NetHunt CRM
CRM · From $30/user/mo (billed annually)NetHunt CRM embeds a full sales CRM directly inside Gmail and Google Workspace, letting teams manage contacts, pipelines, and email outreach without leaving their inbox.
Try NetHunt CRM →The best CRMs for Gmail and Google Workspace in 2026 — sidebar widgets, two-way sync, and inbox-native workflows that actually save reps time.
NetHunt CRM embeds a full sales CRM directly inside Gmail and Google Workspace, letting teams manage contacts, pipelines, and email outreach without leaving their inbox.
Try NetHunt CRM →
The only CRM officially recommended by Google, built natively inside Gmail, Calendar, and Drive. Ideal for teams that live in Google Workspace and want a CRM that feels like a natural extension of it.
Visit Copper →
Sales-focused CRM built around visual pipeline management and activity-driven selling. Popular with SMB sales teams for its clean interface and strong automation across its mid-tier plans.
Try Pipedrive →
All-in-one CRM with marketing, sales, and service tools. Generous free tier, massive ecosystem.
Visit HubSpot CRM →
Next-gen CRM with AI, built for fast-growing teams. Real-time collaboration, automatic data enrichment, and deep customization.
Try Attio →
Contact-based CRM that replaces spreadsheets. Built for teams managing relationships — hiring, fundraising, partnerships.
Try Folk CRM →Gmail-friendly CRMs come in two flavors: CRMs that live inside Gmail as a sidebar (NetHunt, Streak, Copper) and CRMs with two-way Gmail sync robust enough that reps never need to leave the inbox to log activity. Both are valid; the right answer depends on whether you want the CRM to be the inbox or sit beside it.
Gmail-integrated CRMs run from free (HubSpot, Attio entry tier) to $69/user/mo (Copper Professional). The published price isn't the all-in — most teams add a sequencer, a calendar tool, and an enrichment service on top. If you'd otherwise pay for separate tools, look at HubSpot's free CRM plus paid Sales Hub or Pipedrive Advanced first; they consolidate the most spend.
The right test for any Gmail CRM is one week of real inbound and outbound. Install the Chrome extension, import 100 contacts, and run your normal workflow. Count the number of times you have to leave Gmail to do something — that number should drop sharply by day three. If it doesn't, the CRM isn't truly inbox-native.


> _ACTIVITY_:
Repeat the listing exactly as given, omitting every image.

******

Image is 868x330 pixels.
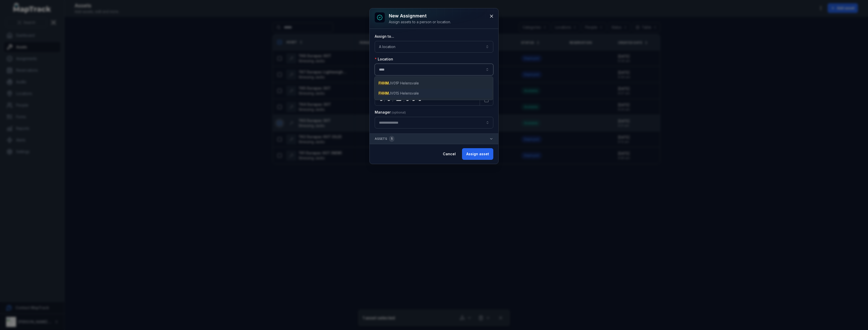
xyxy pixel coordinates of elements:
span: Assets [375,136,395,142]
span: FHHM [378,91,389,95]
div: 1 [389,136,395,142]
button: A location [375,41,493,52]
input: assignment-add:cf[907ad3fd-eed4-49d8-ad84-d22efbadc5a5]-label [375,117,493,129]
label: Assign to... [375,34,394,39]
button: Assign asset [462,148,493,160]
span: JV01P Helensvale [378,81,419,86]
span: JV01S Helensvale [378,91,419,96]
label: Location [375,57,393,62]
h3: New assignment [389,12,451,19]
button: Assets1 [370,134,498,144]
button: Cancel [438,148,460,160]
div: Assign assets to a person or location. [389,19,451,24]
label: Manager [375,110,406,115]
span: FHHM [378,81,389,85]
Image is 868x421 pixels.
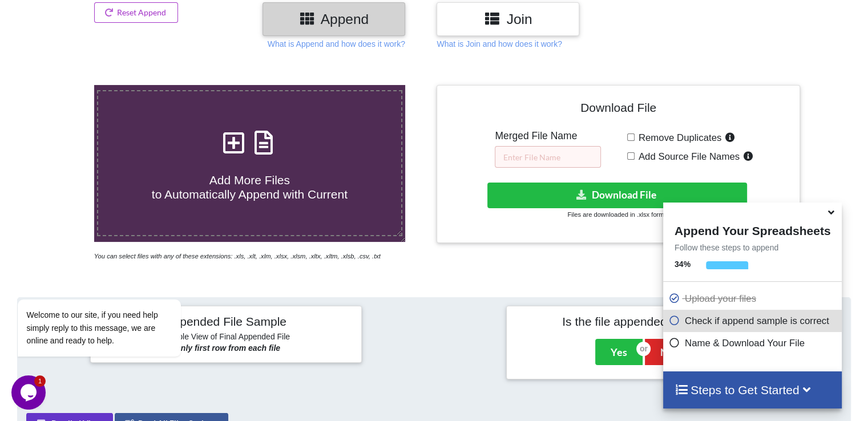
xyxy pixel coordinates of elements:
h5: Merged File Name [495,130,601,142]
iframe: chat widget [12,196,217,370]
b: 34 % [675,259,691,268]
h4: Appended File Sample [99,314,353,331]
small: Files are downloaded in .xlsx format [567,211,669,218]
span: Add Source File Names [635,151,740,162]
p: Upload your files [669,291,839,306]
p: What is Join and how does it work? [437,38,562,50]
button: Yes [596,339,642,365]
iframe: chat widget [12,375,48,409]
button: No [645,339,689,365]
p: Follow these steps to append [663,242,842,253]
span: Add More Files to Automatically Append with Current [152,173,348,201]
button: Reset Append [94,2,179,23]
p: Check if append sample is correct [669,314,839,328]
p: Name & Download Your File [669,336,839,350]
h4: Is the file appended correctly? [515,314,769,328]
h4: Download File [445,94,791,126]
h4: Steps to Get Started [675,383,830,397]
h4: Append Your Spreadsheets [663,221,842,238]
input: Enter File Name [495,146,601,168]
h3: Append [271,11,397,28]
span: Remove Duplicates [635,133,722,143]
h3: Join [445,11,571,28]
button: Download File [487,183,747,208]
h6: Sample View of Final Appended File [99,332,353,344]
p: What is Append and how does it work? [268,38,405,50]
i: You can select files with any of these extensions: .xls, .xlt, .xlm, .xlsx, .xlsm, .xltx, .xltm, ... [94,252,381,259]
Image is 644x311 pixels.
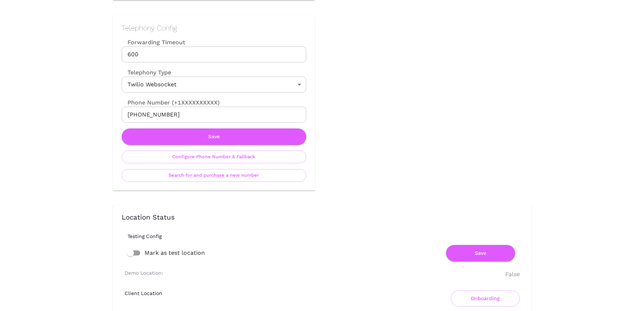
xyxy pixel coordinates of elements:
[125,270,163,276] h6: Demo Location:
[122,214,523,222] h3: Location Status
[122,169,306,181] button: Search for and purchase a new number
[446,245,515,261] button: Save
[122,98,306,107] label: Phone Number (+1XXXXXXXXXX)
[127,233,528,239] h6: Testing Config
[145,249,205,257] span: Mark as test location
[122,68,171,77] label: Telephony Type
[122,23,306,32] h2: Telephony Config
[122,151,306,163] button: Configure Phone Number & Fallback
[122,77,306,93] div: Twilio Websocket
[505,270,520,278] div: False
[122,128,306,144] button: Save
[451,290,520,307] button: Onboarding
[122,38,306,46] label: Forwarding Timeout
[125,290,163,296] h6: Client Location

******

> _REPLY_:
Image is 868x330 pixels.
xyxy pixel coordinates of elements:
span: Assets [375,136,395,142]
span: FHHM [378,91,389,95]
div: 1 [389,136,395,142]
button: A location [375,41,493,52]
input: assignment-add:cf[907ad3fd-eed4-49d8-ad84-d22efbadc5a5]-label [375,117,493,129]
label: Assign to... [375,34,394,39]
button: Assign asset [462,148,493,160]
span: JV01P Helensvale [378,81,419,86]
span: JV01S Helensvale [378,91,419,96]
label: Location [375,57,393,62]
h3: New assignment [389,12,451,19]
button: Assets1 [370,134,498,144]
button: Cancel [438,148,460,160]
div: Assign assets to a person or location. [389,19,451,24]
label: Manager [375,110,406,115]
span: FHHM [378,81,389,85]
Image is 868x421 pixels.
xyxy pixel coordinates of elements:
h5: Merged File Name [495,130,601,142]
iframe: chat widget [12,196,217,370]
b: 34 % [675,259,691,268]
h4: Appended File Sample [99,314,353,331]
small: Files are downloaded in .xlsx format [567,211,669,218]
span: Add Source File Names [635,151,740,162]
p: Upload your files [669,291,839,306]
p: What is Join and how does it work? [437,38,562,50]
button: Yes [596,339,642,365]
iframe: chat widget [12,375,48,409]
button: No [645,339,689,365]
p: Follow these steps to append [663,242,842,253]
span: Add More Files to Automatically Append with Current [152,173,348,201]
button: Reset Append [94,2,179,23]
p: Check if append sample is correct [669,314,839,328]
p: Name & Download Your File [669,336,839,350]
h4: Is the file appended correctly? [515,314,769,328]
h4: Download File [445,94,791,126]
h4: Steps to Get Started [675,383,830,397]
h4: Append Your Spreadsheets [663,221,842,238]
input: Enter File Name [495,146,601,168]
h3: Append [271,11,397,28]
span: Remove Duplicates [635,133,722,143]
h3: Join [445,11,571,28]
button: Download File [487,183,747,208]
h6: Sample View of Final Appended File [99,332,353,344]
p: What is Append and how does it work? [268,38,405,50]
i: You can select files with any of these extensions: .xls, .xlt, .xlm, .xlsx, .xlsm, .xltx, .xltm, ... [94,252,381,259]
Image is 644x311 pixels.
xyxy pixel coordinates of elements:
[125,270,163,276] h6: Demo Location:
[122,214,523,222] h3: Location Status
[122,169,306,181] button: Search for and purchase a new number
[446,245,515,261] button: Save
[122,98,306,107] label: Phone Number (+1XXXXXXXXXX)
[127,233,528,239] h6: Testing Config
[145,249,205,257] span: Mark as test location
[122,68,171,77] label: Telephony Type
[122,23,306,32] h2: Telephony Config
[122,151,306,163] button: Configure Phone Number & Fallback
[122,77,306,93] div: Twilio Websocket
[505,270,520,278] div: False
[122,128,306,144] button: Save
[451,290,520,307] button: Onboarding
[122,38,306,46] label: Forwarding Timeout
[125,290,163,296] h6: Client Location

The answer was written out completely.